Review – Dark (British Electric Foundation)

Now essentially the alias of Martyn Ware, since Ian Craig Marsh quit the music business in 2007, BEF’s first album in 22 years isn’t anywhere near as gloomy as its premise of dark cover versions suggests.
While Boy George fnids a beautifully sleazy S&M sadness in ‘I wanna be your dog’, ‘Dark’ excels just as much at playing for high camp, as proved by Russian singer Max Pokrovsky’s take on Abba’s ‘The Day Before You Came’ and Glenn Gregory barking out Frank Sinatra’s ‘It Was A Very Good Year’.

The female vocals on display are generally less successful. Noisette’s Shingai Shoniwa desecrates ‘God Only Knows’, Polly Scattergood doiing Dusty Springfield’s ‘The Look Of Love’ redefines twee. And Sarah Jane Morris is on jazz autopilot as she runs through the anodyne ‘Don’t Wanna Know’. The exception is ex-Long Blondes singer Kate Jackson’s spirited version of Blondie’s ‘Picture This’.

Inevitably, when relying on guest vocalists, the results are mixed, but ‘Dark’ is almost worth the entrance fee alone for Green Gartside’s life-affirming ‘(Didn’t I) Blow Your Mind This Time’. And who couldn’t celebrate Kim Wilde returning to her day job so joyously on Stevie Wonder’s ‘Every Time I See You I Go Wild’?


**PROBLEM STATEMENT:** Repeat every line of the data exactly, but not the pictures.

**MATERIAL SUPPLIED:**
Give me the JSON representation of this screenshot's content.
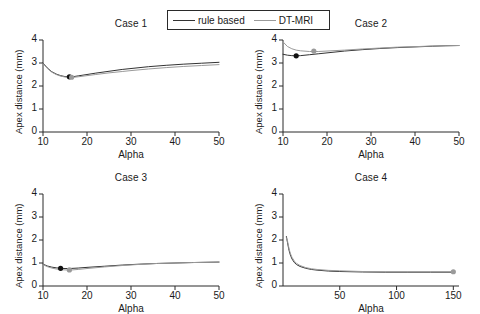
{
  "figure": {
    "background": "#ffffff",
    "width": 480,
    "height": 314,
    "layout": "2x2 subplot grid"
  },
  "legend": {
    "position": "top-center",
    "entries": [
      {
        "label": "rule based",
        "color": "#333333",
        "style": "solid-line"
      },
      {
        "label": "DT-MRI",
        "color": "#9a9a9a",
        "style": "solid-line"
      }
    ]
  },
  "chart_data": [
    {
      "type": "line",
      "title": "Case 1",
      "xlabel": "Alpha",
      "ylabel": "Apex distance (mm)",
      "xlim": [
        10,
        50
      ],
      "ylim": [
        0,
        4
      ],
      "xticks": [
        10,
        20,
        30,
        40,
        50
      ],
      "yticks": [
        0,
        1,
        2,
        3,
        4
      ],
      "grid": false,
      "series": [
        {
          "name": "rule based",
          "color": "#333333",
          "x": [
            10,
            11,
            12,
            13,
            14,
            15,
            16,
            17,
            18,
            20,
            22,
            25,
            28,
            30,
            34,
            38,
            42,
            46,
            50
          ],
          "values": [
            3.0,
            2.78,
            2.62,
            2.52,
            2.45,
            2.41,
            2.4,
            2.41,
            2.44,
            2.5,
            2.56,
            2.64,
            2.72,
            2.76,
            2.84,
            2.9,
            2.95,
            2.99,
            3.03
          ],
          "marker": {
            "x": 16,
            "y": 2.4,
            "color": "#111111"
          }
        },
        {
          "name": "DT-MRI",
          "color": "#9a9a9a",
          "x": [
            10,
            11,
            12,
            13,
            14,
            15,
            16,
            17,
            18,
            20,
            22,
            25,
            28,
            30,
            34,
            38,
            42,
            46,
            50
          ],
          "values": [
            2.98,
            2.76,
            2.6,
            2.5,
            2.43,
            2.39,
            2.38,
            2.38,
            2.4,
            2.45,
            2.5,
            2.57,
            2.63,
            2.67,
            2.74,
            2.8,
            2.85,
            2.89,
            2.93
          ],
          "marker": {
            "x": 16.5,
            "y": 2.38,
            "color": "#9a9a9a"
          }
        }
      ]
    },
    {
      "type": "line",
      "title": "Case 2",
      "xlabel": "Alpha",
      "ylabel": "Apex distance (mm)",
      "xlim": [
        10,
        50
      ],
      "ylim": [
        0,
        4
      ],
      "xticks": [
        10,
        20,
        30,
        40,
        50
      ],
      "yticks": [
        0,
        1,
        2,
        3,
        4
      ],
      "grid": false,
      "series": [
        {
          "name": "rule based",
          "color": "#333333",
          "x": [
            10,
            11,
            12,
            13,
            14,
            16,
            18,
            20,
            24,
            28,
            32,
            36,
            40,
            44,
            47,
            50
          ],
          "values": [
            3.38,
            3.34,
            3.32,
            3.31,
            3.32,
            3.36,
            3.4,
            3.44,
            3.52,
            3.58,
            3.63,
            3.67,
            3.7,
            3.73,
            3.75,
            3.76
          ],
          "marker": {
            "x": 13,
            "y": 3.31,
            "color": "#111111"
          }
        },
        {
          "name": "DT-MRI",
          "color": "#9a9a9a",
          "x": [
            10,
            11,
            12,
            13,
            14,
            16,
            18,
            20,
            24,
            28,
            32,
            36,
            40,
            44,
            47,
            50
          ],
          "values": [
            3.92,
            3.72,
            3.62,
            3.56,
            3.53,
            3.5,
            3.5,
            3.52,
            3.56,
            3.61,
            3.65,
            3.69,
            3.71,
            3.74,
            3.75,
            3.76
          ],
          "marker": {
            "x": 17,
            "y": 3.52,
            "color": "#9a9a9a"
          }
        }
      ]
    },
    {
      "type": "line",
      "title": "Case 3",
      "xlabel": "Alpha",
      "ylabel": "Apex distance (mm)",
      "xlim": [
        10,
        50
      ],
      "ylim": [
        0,
        4
      ],
      "xticks": [
        10,
        20,
        30,
        40,
        50
      ],
      "yticks": [
        0,
        1,
        2,
        3,
        4
      ],
      "grid": false,
      "series": [
        {
          "name": "rule based",
          "color": "#333333",
          "x": [
            10,
            11,
            12,
            13,
            14,
            15,
            16,
            18,
            20,
            24,
            28,
            32,
            36,
            40,
            44,
            47,
            50
          ],
          "values": [
            0.95,
            0.87,
            0.82,
            0.79,
            0.77,
            0.76,
            0.76,
            0.78,
            0.81,
            0.86,
            0.91,
            0.95,
            0.98,
            1.0,
            1.02,
            1.03,
            1.04
          ],
          "marker": {
            "x": 14,
            "y": 0.77,
            "color": "#111111"
          }
        },
        {
          "name": "DT-MRI",
          "color": "#9a9a9a",
          "x": [
            10,
            11,
            12,
            13,
            14,
            15,
            16,
            18,
            20,
            24,
            28,
            32,
            36,
            40,
            44,
            47,
            50
          ],
          "values": [
            0.93,
            0.84,
            0.78,
            0.74,
            0.71,
            0.7,
            0.69,
            0.72,
            0.76,
            0.83,
            0.89,
            0.94,
            0.98,
            1.0,
            1.02,
            1.03,
            1.04
          ],
          "marker": {
            "x": 16,
            "y": 0.7,
            "color": "#9a9a9a"
          }
        }
      ]
    },
    {
      "type": "line",
      "title": "Case 4",
      "xlabel": "Alpha",
      "ylabel": "Apex distance (mm)",
      "xlim": [
        0,
        155
      ],
      "ylim": [
        0,
        4
      ],
      "xticks": [
        50,
        100,
        150
      ],
      "yticks": [
        0,
        1,
        2,
        3,
        4
      ],
      "grid": false,
      "series": [
        {
          "name": "rule based",
          "color": "#333333",
          "x": [
            3,
            4,
            5,
            6,
            7,
            8,
            10,
            12,
            15,
            20,
            25,
            30,
            40,
            50,
            70,
            90,
            110,
            130,
            150
          ],
          "values": [
            2.15,
            1.88,
            1.62,
            1.42,
            1.28,
            1.17,
            1.02,
            0.93,
            0.85,
            0.77,
            0.72,
            0.69,
            0.65,
            0.63,
            0.61,
            0.6,
            0.6,
            0.6,
            0.6
          ],
          "marker": null
        },
        {
          "name": "DT-MRI",
          "color": "#9a9a9a",
          "x": [
            3,
            4,
            5,
            6,
            7,
            8,
            10,
            12,
            15,
            20,
            25,
            30,
            40,
            50,
            70,
            90,
            110,
            130,
            150
          ],
          "values": [
            2.1,
            1.95,
            1.7,
            1.5,
            1.35,
            1.24,
            1.08,
            0.98,
            0.89,
            0.8,
            0.75,
            0.72,
            0.68,
            0.66,
            0.63,
            0.62,
            0.62,
            0.62,
            0.62
          ],
          "marker": {
            "x": 150,
            "y": 0.62,
            "color": "#9a9a9a"
          }
        }
      ]
    }
  ]
}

**TASK RESPONSE:**
Give me the JSON representation of this screenshot's content.
{
  "figure": {
    "background": "#ffffff",
    "width": 480,
    "height": 314,
    "layout": "2x2 subplot grid"
  },
  "legend": {
    "position": "top-center",
    "entries": [
      {
        "label": "rule based",
        "color": "#333333",
        "style": "solid-line"
      },
      {
        "label": "DT-MRI",
        "color": "#9a9a9a",
        "style": "solid-line"
      }
    ]
  },
  "chart_data": [
    {
      "type": "line",
      "title": "Case 1",
      "xlabel": "Alpha",
      "ylabel": "Apex distance (mm)",
      "xlim": [
        10,
        50
      ],
      "ylim": [
        0,
        4
      ],
      "xticks": [
        10,
        20,
        30,
        40,
        50
      ],
      "yticks": [
        0,
        1,
        2,
        3,
        4
      ],
      "grid": false,
      "series": [
        {
          "name": "rule based",
          "color": "#333333",
          "x": [
            10,
            11,
            12,
            13,
            14,
            15,
            16,
            17,
            18,
            20,
            22,
            25,
            28,
            30,
            34,
            38,
            42,
            46,
            50
          ],
          "values": [
            3.0,
            2.78,
            2.62,
            2.52,
            2.45,
            2.41,
            2.4,
            2.41,
            2.44,
            2.5,
            2.56,
            2.64,
            2.72,
            2.76,
            2.84,
            2.9,
            2.95,
            2.99,
            3.03
          ],
          "marker": {
            "x": 16,
            "y": 2.4,
            "color": "#111111"
          }
        },
        {
          "name": "DT-MRI",
          "color": "#9a9a9a",
          "x": [
            10,
            11,
            12,
            13,
            14,
            15,
            16,
            17,
            18,
            20,
            22,
            25,
            28,
            30,
            34,
            38,
            42,
            46,
            50
          ],
          "values": [
            2.98,
            2.76,
            2.6,
            2.5,
            2.43,
            2.39,
            2.38,
            2.38,
            2.4,
            2.45,
            2.5,
            2.57,
            2.63,
            2.67,
            2.74,
            2.8,
            2.85,
            2.89,
            2.93
          ],
          "marker": {
            "x": 16.5,
            "y": 2.38,
            "color": "#9a9a9a"
          }
        }
      ]
    },
    {
      "type": "line",
      "title": "Case 2",
      "xlabel": "Alpha",
      "ylabel": "Apex distance (mm)",
      "xlim": [
        10,
        50
      ],
      "ylim": [
        0,
        4
      ],
      "xticks": [
        10,
        20,
        30,
        40,
        50
      ],
      "yticks": [
        0,
        1,
        2,
        3,
        4
      ],
      "grid": false,
      "series": [
        {
          "name": "rule based",
          "color": "#333333",
          "x": [
            10,
            11,
            12,
            13,
            14,
            16,
            18,
            20,
            24,
            28,
            32,
            36,
            40,
            44,
            47,
            50
          ],
          "values": [
            3.38,
            3.34,
            3.32,
            3.31,
            3.32,
            3.36,
            3.4,
            3.44,
            3.52,
            3.58,
            3.63,
            3.67,
            3.7,
            3.73,
            3.75,
            3.76
          ],
          "marker": {
            "x": 13,
            "y": 3.31,
            "color": "#111111"
          }
        },
        {
          "name": "DT-MRI",
          "color": "#9a9a9a",
          "x": [
            10,
            11,
            12,
            13,
            14,
            16,
            18,
            20,
            24,
            28,
            32,
            36,
            40,
            44,
            47,
            50
          ],
          "values": [
            3.92,
            3.72,
            3.62,
            3.56,
            3.53,
            3.5,
            3.5,
            3.52,
            3.56,
            3.61,
            3.65,
            3.69,
            3.71,
            3.74,
            3.75,
            3.76
          ],
          "marker": {
            "x": 17,
            "y": 3.52,
            "color": "#9a9a9a"
          }
        }
      ]
    },
    {
      "type": "line",
      "title": "Case 3",
      "xlabel": "Alpha",
      "ylabel": "Apex distance (mm)",
      "xlim": [
        10,
        50
      ],
      "ylim": [
        0,
        4
      ],
      "xticks": [
        10,
        20,
        30,
        40,
        50
      ],
      "yticks": [
        0,
        1,
        2,
        3,
        4
      ],
      "grid": false,
      "series": [
        {
          "name": "rule based",
          "color": "#333333",
          "x": [
            10,
            11,
            12,
            13,
            14,
            15,
            16,
            18,
            20,
            24,
            28,
            32,
            36,
            40,
            44,
            47,
            50
          ],
          "values": [
            0.95,
            0.87,
            0.82,
            0.79,
            0.77,
            0.76,
            0.76,
            0.78,
            0.81,
            0.86,
            0.91,
            0.95,
            0.98,
            1.0,
            1.02,
            1.03,
            1.04
          ],
          "marker": {
            "x": 14,
            "y": 0.77,
            "color": "#111111"
          }
        },
        {
          "name": "DT-MRI",
          "color": "#9a9a9a",
          "x": [
            10,
            11,
            12,
            13,
            14,
            15,
            16,
            18,
            20,
            24,
            28,
            32,
            36,
            40,
            44,
            47,
            50
          ],
          "values": [
            0.93,
            0.84,
            0.78,
            0.74,
            0.71,
            0.7,
            0.69,
            0.72,
            0.76,
            0.83,
            0.89,
            0.94,
            0.98,
            1.0,
            1.02,
            1.03,
            1.04
          ],
          "marker": {
            "x": 16,
            "y": 0.7,
            "color": "#9a9a9a"
          }
        }
      ]
    },
    {
      "type": "line",
      "title": "Case 4",
      "xlabel": "Alpha",
      "ylabel": "Apex distance (mm)",
      "xlim": [
        0,
        155
      ],
      "ylim": [
        0,
        4
      ],
      "xticks": [
        50,
        100,
        150
      ],
      "yticks": [
        0,
        1,
        2,
        3,
        4
      ],
      "grid": false,
      "series": [
        {
          "name": "rule based",
          "color": "#333333",
          "x": [
            3,
            4,
            5,
            6,
            7,
            8,
            10,
            12,
            15,
            20,
            25,
            30,
            40,
            50,
            70,
            90,
            110,
            130,
            150
          ],
          "values": [
            2.15,
            1.88,
            1.62,
            1.42,
            1.28,
            1.17,
            1.02,
            0.93,
            0.85,
            0.77,
            0.72,
            0.69,
            0.65,
            0.63,
            0.61,
            0.6,
            0.6,
            0.6,
            0.6
          ],
          "marker": null
        },
        {
          "name": "DT-MRI",
          "color": "#9a9a9a",
          "x": [
            3,
            4,
            5,
            6,
            7,
            8,
            10,
            12,
            15,
            20,
            25,
            30,
            40,
            50,
            70,
            90,
            110,
            130,
            150
          ],
          "values": [
            2.1,
            1.95,
            1.7,
            1.5,
            1.35,
            1.24,
            1.08,
            0.98,
            0.89,
            0.8,
            0.75,
            0.72,
            0.68,
            0.66,
            0.63,
            0.62,
            0.62,
            0.62,
            0.62
          ],
          "marker": {
            "x": 150,
            "y": 0.62,
            "color": "#9a9a9a"
          }
        }
      ]
    }
  ]
}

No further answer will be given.